Love and the imagination are connected.
“Love and the imagination are connected.” Thus speaks Ali Smith, the weaver of modern myth, whose words shimmer with the eternal truth that to love is to imagine, and to imagine is to see the soul beyond what the eyes can behold. Her saying is not new, though her phrasing is tender and luminous; it echoes through the corridors of ancient thought like a song remembered from the dawn of time. For every civilization that has ever loved, every poet that has ever sung, knew this truth: imagination is the vision of the heart, and love is its awakening. Without imagination, love cannot exist; without love, imagination is blind and cold.
In the age of the ancients, they spoke of Eros not merely as desire, but as the divine creative force that shaped both art and life. Plato, in his dialogues, taught that love begins with the beauty of one and ascends toward the beauty of all things. But how does one ascend if not through imagination—that sacred faculty which allows the soul to perceive what is invisible, to dream of what might yet be? Thus, when Ali Smith declares that love and the imagination are connected, she speaks in harmony with the ancients, for she knows that every act of love is also an act of creation, a reimagining of the world through the eyes of tenderness.
To love another being is to imagine their depths—their fears, their joys, their unspoken dreams. It is to see them not as they are in this moment, but as they could become. Love requires that we step beyond the boundaries of self, into the mystery of another’s life, and this stepping beyond is nothing other than the work of imagination. When we love, we imagine the unseen: the child hidden within the adult, the light within the weary, the eternal spark beneath the frail and mortal shell. And in doing so, we become creators of meaning, builders of invisible bridges between hearts.
Consider the story of Vincent van Gogh, the painter of stars and fields aflame with color. The world called him mad, yet his art was born from love and imagination intertwined. He loved the trembling light upon wheat, the sorrow of the poor, the holiness of the ordinary. He painted not what was, but what he imagined love could make visible. His life was marked by suffering, yet in his art, he saw the divine pulse within the mundane. In his love for the world’s broken beauty, he revealed a truth that surpasses reason: to imagine deeply is to love deeply, and to love deeply is to imagine the divine.
But love, when stripped of imagination, withers into habit. It becomes a transaction, a cage of comfort rather than a flight of the spirit. Likewise, imagination without love becomes dangerous—a cold dream that creates without care, invents without mercy. The tyrants of history imagined empires without love, and so their visions birthed only ruin. Yet those who dreamed with love in their imagination—Gandhi envisioning peace, Mother Teresa seeing divinity in the dying, Martin Luther King Jr. imagining freedom for all—turned vision into salvation.
O seeker of truth, understand this: love and imagination are not luxuries; they are the twin wings of the soul. To love well, one must imagine constantly—to see the best in others when it is hidden, to dream of harmony when the world is divided, to perceive light even when night seems endless. And to imagine truly, one must love—that is, to wish goodness upon what one envisions, to breathe compassion into every dream. These two forces are inseparable, for one sustains the other as flame sustains light.
Therefore, let this be your lesson: when the heart grows weary, feed it with imagination; when the mind grows cold, warm it with love. Imagine the world not as it is, but as it might become through kindness. See others as stories still unfolding, not as pages already written. When you love, do so with eyes that create, and when you imagine, do so with a heart that loves. For in the union of these two—the visionary and the compassionate—humanity finds its highest calling. And then, perhaps, as Ali Smith reminds us, we will see that every act of love is a work of art, and every act of true imagination, an expression of divine love.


What this task involves. Nothing after the line containing "The width and" belongs in the answer; write out exactly every line from the start of the material up to it, including it.
------ Material for this exercise ------
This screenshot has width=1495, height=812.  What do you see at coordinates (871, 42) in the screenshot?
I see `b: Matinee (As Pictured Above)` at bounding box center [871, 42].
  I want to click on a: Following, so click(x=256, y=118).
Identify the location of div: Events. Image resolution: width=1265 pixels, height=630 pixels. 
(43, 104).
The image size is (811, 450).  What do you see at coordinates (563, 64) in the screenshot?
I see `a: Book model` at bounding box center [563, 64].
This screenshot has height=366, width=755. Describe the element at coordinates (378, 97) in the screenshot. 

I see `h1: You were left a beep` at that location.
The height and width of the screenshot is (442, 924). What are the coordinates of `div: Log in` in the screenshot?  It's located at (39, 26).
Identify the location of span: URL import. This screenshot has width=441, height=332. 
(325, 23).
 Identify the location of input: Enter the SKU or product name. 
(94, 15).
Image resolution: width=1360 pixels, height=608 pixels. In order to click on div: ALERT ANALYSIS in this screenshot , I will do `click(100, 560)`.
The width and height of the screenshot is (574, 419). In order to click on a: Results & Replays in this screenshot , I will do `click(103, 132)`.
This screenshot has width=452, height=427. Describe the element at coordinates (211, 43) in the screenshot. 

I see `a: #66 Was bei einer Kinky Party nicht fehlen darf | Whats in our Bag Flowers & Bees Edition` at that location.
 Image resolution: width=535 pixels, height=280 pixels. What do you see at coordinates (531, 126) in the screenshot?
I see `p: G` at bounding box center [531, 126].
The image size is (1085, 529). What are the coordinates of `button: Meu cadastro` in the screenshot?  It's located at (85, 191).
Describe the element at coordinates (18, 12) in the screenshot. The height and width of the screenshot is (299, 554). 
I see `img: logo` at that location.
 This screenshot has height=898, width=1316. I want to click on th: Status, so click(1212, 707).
------
Response area.
This screenshot has width=1495, height=812.  What do you see at coordinates (871, 42) in the screenshot?
I see `b: Matinee (As Pictured Above)` at bounding box center [871, 42].
  I want to click on a: Following, so click(x=256, y=118).
Identify the location of div: Events. Image resolution: width=1265 pixels, height=630 pixels. 
(43, 104).
The image size is (811, 450).  What do you see at coordinates (563, 64) in the screenshot?
I see `a: Book model` at bounding box center [563, 64].
This screenshot has height=366, width=755. Describe the element at coordinates (378, 97) in the screenshot. 

I see `h1: You were left a beep` at that location.
The height and width of the screenshot is (442, 924). What are the coordinates of `div: Log in` in the screenshot?  It's located at (39, 26).
Identify the location of span: URL import. This screenshot has width=441, height=332. 
(325, 23).
 Identify the location of input: Enter the SKU or product name. 
(94, 15).
Image resolution: width=1360 pixels, height=608 pixels. In order to click on div: ALERT ANALYSIS in this screenshot , I will do `click(100, 560)`.
The width and height of the screenshot is (574, 419). In order to click on a: Results & Replays in this screenshot , I will do `click(103, 132)`.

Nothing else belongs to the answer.